Zuckerberg: Facebook phone makes no sense
Facebook chief Mark Zuckerberg has flatly denied the company is working on making its own smartphone. He says that from a business perspective, the idea it makes no sense.
Barely a month goes by without some new rumor about a Facebook phone, often from some usually credible sources. But speaking at a conference organized by TechCrunch today, Zuckerberg says its simply a matter of numbers.
He argues that if the company made a phone, it could potentially sell 10 million handsets, but that is hardly anything compared to the almost 950 million users the company now has: “it doesn’t move the needle for us.”
That argument doesn’t necessarily stack up though. With its last stated annual turnover being $3.7 billion, it’s taking less than four bucks per user per year. Whatever your business model, you’d make a hell of a lot more than that from each smartphone buyer.
Even if you simply licensed the Facebook name and took $50 per handset, that’s $500 million of extra profit. That’s not bad when you consider the company is currently on pace to do around $1 billion in annual profits (once you take out one-off stock compensation payments.)
None of this is to say Facebook isn’t interested in smartphones: quite the opposite. Zuckerberg says “we want to build a system which is as deeply as possible integrated into every major device people want to use.”
According to Zuckerberg that is already well underway, with half of the 500 leading iOS apps already integrating with Facebook. He also says the company will step up its efforts to target Android device users and to find ways of bringing advertising to all mobile users.
Zuckerberg also believes the company could make more of its position in the search market: “We do on the order of a billion queries a day already and we’re basically not even trying.”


- **Work item**:
Only the lines holding the string "accumulati" are needed; copy each of them from the data.

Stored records
● ● ● ● ● ● ●

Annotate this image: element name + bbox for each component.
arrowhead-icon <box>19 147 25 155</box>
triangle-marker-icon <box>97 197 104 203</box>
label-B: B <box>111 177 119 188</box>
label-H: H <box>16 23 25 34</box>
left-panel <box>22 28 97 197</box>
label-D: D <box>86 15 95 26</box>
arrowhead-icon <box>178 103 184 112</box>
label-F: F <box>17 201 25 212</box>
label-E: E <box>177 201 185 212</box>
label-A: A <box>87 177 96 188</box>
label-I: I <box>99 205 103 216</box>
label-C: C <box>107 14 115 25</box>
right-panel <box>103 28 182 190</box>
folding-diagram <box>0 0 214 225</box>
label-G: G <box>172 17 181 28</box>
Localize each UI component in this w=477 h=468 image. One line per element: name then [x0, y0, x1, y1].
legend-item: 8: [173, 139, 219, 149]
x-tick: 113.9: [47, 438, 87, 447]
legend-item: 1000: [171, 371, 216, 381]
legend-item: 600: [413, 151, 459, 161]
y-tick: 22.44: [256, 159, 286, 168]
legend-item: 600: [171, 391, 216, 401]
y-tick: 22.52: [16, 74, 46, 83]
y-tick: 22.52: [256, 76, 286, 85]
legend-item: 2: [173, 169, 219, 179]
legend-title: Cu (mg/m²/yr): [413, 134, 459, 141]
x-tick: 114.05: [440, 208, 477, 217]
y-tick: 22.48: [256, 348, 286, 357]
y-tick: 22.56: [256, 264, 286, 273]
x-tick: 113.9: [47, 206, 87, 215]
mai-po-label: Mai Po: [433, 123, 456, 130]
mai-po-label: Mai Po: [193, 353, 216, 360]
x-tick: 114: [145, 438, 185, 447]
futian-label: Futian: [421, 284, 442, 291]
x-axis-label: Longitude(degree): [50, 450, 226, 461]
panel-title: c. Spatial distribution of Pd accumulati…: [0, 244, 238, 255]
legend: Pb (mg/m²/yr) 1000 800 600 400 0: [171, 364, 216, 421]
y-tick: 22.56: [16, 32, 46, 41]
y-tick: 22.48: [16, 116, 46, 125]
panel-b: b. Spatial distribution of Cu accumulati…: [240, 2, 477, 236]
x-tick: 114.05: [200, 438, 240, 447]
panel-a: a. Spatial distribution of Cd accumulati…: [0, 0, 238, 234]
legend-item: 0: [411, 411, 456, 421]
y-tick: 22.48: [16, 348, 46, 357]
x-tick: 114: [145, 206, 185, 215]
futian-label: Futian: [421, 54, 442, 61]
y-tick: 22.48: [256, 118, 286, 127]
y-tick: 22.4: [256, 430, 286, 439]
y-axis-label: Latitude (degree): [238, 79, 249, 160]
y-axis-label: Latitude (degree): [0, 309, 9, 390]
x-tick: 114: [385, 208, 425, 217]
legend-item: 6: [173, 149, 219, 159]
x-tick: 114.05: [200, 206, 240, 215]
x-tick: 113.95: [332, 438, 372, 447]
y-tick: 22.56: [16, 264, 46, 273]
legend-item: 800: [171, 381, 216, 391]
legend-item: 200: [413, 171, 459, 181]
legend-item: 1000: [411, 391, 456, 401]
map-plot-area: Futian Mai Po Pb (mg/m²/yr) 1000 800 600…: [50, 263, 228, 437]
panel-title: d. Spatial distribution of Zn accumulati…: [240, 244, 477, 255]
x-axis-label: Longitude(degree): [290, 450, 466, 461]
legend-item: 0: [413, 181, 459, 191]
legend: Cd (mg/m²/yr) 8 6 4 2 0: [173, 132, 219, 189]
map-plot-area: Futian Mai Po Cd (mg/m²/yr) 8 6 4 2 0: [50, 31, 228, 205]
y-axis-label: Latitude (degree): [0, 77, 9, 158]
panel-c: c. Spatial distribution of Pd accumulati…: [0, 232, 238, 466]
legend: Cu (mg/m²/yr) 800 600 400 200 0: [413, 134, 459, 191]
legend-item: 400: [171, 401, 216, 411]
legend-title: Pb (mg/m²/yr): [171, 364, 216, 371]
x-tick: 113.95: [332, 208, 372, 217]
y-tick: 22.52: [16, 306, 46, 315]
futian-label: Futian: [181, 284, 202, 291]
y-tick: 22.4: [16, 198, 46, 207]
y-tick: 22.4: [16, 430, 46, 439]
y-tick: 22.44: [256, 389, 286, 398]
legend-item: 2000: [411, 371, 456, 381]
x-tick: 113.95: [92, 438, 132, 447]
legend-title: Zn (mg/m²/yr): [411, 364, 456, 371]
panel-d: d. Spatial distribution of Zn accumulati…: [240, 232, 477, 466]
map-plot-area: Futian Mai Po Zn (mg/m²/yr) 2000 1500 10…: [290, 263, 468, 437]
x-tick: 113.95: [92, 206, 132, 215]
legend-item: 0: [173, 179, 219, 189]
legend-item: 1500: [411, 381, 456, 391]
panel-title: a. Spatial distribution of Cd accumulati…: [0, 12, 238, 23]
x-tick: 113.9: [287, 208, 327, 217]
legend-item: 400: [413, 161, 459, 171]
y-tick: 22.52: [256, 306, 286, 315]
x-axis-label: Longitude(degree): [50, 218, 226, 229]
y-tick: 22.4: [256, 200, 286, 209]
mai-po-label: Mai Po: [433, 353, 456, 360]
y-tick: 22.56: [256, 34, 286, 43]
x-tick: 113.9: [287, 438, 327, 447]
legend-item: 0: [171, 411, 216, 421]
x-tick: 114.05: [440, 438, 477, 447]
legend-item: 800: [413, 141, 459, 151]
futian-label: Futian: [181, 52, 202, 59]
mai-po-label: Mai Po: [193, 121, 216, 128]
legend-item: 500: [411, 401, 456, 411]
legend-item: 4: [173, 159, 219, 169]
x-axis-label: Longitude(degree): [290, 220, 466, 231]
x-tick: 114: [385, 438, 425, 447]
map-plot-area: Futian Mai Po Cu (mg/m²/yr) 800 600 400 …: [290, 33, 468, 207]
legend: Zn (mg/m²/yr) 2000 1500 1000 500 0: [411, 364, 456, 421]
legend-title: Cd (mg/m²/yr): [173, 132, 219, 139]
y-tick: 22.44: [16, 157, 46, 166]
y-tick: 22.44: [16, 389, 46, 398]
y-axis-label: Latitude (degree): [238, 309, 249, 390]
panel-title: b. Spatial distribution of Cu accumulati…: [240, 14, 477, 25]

● ● ● ● ● ● ●

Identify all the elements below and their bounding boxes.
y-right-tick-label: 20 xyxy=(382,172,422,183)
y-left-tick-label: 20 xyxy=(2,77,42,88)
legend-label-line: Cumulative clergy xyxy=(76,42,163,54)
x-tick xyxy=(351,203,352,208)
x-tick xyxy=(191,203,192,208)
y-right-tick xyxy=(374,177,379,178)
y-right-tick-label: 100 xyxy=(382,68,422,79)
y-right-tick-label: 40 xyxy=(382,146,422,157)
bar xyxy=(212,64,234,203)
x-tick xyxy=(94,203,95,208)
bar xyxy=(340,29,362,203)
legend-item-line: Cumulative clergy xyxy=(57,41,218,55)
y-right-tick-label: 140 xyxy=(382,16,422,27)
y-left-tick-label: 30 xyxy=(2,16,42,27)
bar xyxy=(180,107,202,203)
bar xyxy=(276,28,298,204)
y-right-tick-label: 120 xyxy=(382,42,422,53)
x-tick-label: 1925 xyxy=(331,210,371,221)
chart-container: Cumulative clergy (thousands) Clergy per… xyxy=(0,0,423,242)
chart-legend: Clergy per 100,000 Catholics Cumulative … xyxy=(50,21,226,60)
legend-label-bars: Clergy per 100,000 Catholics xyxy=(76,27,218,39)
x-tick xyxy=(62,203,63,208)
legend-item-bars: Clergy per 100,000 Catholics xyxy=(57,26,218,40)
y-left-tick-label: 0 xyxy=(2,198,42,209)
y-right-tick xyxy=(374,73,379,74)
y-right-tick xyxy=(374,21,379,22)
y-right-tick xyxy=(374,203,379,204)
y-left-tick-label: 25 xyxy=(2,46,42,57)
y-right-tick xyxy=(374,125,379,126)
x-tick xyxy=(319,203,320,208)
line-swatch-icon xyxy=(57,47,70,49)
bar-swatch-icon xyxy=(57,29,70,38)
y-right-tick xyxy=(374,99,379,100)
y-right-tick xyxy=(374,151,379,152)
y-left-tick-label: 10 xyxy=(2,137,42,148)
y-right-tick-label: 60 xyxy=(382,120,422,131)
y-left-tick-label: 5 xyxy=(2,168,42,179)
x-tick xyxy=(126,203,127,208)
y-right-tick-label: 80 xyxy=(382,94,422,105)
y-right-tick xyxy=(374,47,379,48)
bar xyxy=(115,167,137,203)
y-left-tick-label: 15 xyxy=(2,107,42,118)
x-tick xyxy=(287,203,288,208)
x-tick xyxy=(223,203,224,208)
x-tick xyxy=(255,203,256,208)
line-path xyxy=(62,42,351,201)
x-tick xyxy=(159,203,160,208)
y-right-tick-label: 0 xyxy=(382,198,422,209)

● ● ● ● ● ● ●

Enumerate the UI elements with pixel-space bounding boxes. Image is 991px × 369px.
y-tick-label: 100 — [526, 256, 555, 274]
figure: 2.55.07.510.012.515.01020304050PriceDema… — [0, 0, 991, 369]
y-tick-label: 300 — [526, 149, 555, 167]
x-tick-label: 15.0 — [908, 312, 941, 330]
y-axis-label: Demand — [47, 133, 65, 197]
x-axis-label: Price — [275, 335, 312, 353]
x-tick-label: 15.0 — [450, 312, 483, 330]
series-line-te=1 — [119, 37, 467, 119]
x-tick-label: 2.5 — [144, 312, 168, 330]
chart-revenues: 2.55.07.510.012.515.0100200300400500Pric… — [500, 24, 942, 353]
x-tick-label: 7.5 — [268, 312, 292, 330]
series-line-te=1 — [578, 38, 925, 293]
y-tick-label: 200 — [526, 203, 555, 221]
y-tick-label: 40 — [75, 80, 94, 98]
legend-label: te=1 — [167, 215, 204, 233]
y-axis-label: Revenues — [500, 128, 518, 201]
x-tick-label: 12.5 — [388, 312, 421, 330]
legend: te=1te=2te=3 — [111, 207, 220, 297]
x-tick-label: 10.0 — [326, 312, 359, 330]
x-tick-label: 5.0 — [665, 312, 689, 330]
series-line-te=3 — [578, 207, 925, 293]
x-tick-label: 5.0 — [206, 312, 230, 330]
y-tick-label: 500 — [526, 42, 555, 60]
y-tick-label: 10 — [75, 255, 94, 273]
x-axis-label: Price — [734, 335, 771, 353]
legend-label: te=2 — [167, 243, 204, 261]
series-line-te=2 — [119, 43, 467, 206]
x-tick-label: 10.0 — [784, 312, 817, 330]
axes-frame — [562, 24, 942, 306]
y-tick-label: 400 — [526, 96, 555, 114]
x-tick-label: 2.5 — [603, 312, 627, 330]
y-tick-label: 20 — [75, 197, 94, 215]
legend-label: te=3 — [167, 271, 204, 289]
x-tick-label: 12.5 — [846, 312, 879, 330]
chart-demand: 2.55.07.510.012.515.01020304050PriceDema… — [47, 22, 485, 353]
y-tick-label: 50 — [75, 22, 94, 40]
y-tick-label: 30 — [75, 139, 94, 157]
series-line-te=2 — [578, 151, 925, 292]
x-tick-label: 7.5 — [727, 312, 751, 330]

● ● ● ● ● ● ●

- **Answer space**:
panel-title: c. Spatial distribution of Pd accumulati…: [0, 244, 238, 255]
panel-b: b. Spatial distribution of Cu accumulati…: [240, 2, 477, 236]
panel-a: a. Spatial distribution of Cd accumulati…: [0, 0, 238, 234]
panel-title: d. Spatial distribution of Zn accumulati…: [240, 244, 477, 255]
panel-c: c. Spatial distribution of Pd accumulati…: [0, 232, 238, 466]
panel-d: d. Spatial distribution of Zn accumulati…: [240, 232, 477, 466]
panel-title: a. Spatial distribution of Cd accumulati…: [0, 12, 238, 23]
panel-title: b. Spatial distribution of Cu accumulati…: [240, 14, 477, 25]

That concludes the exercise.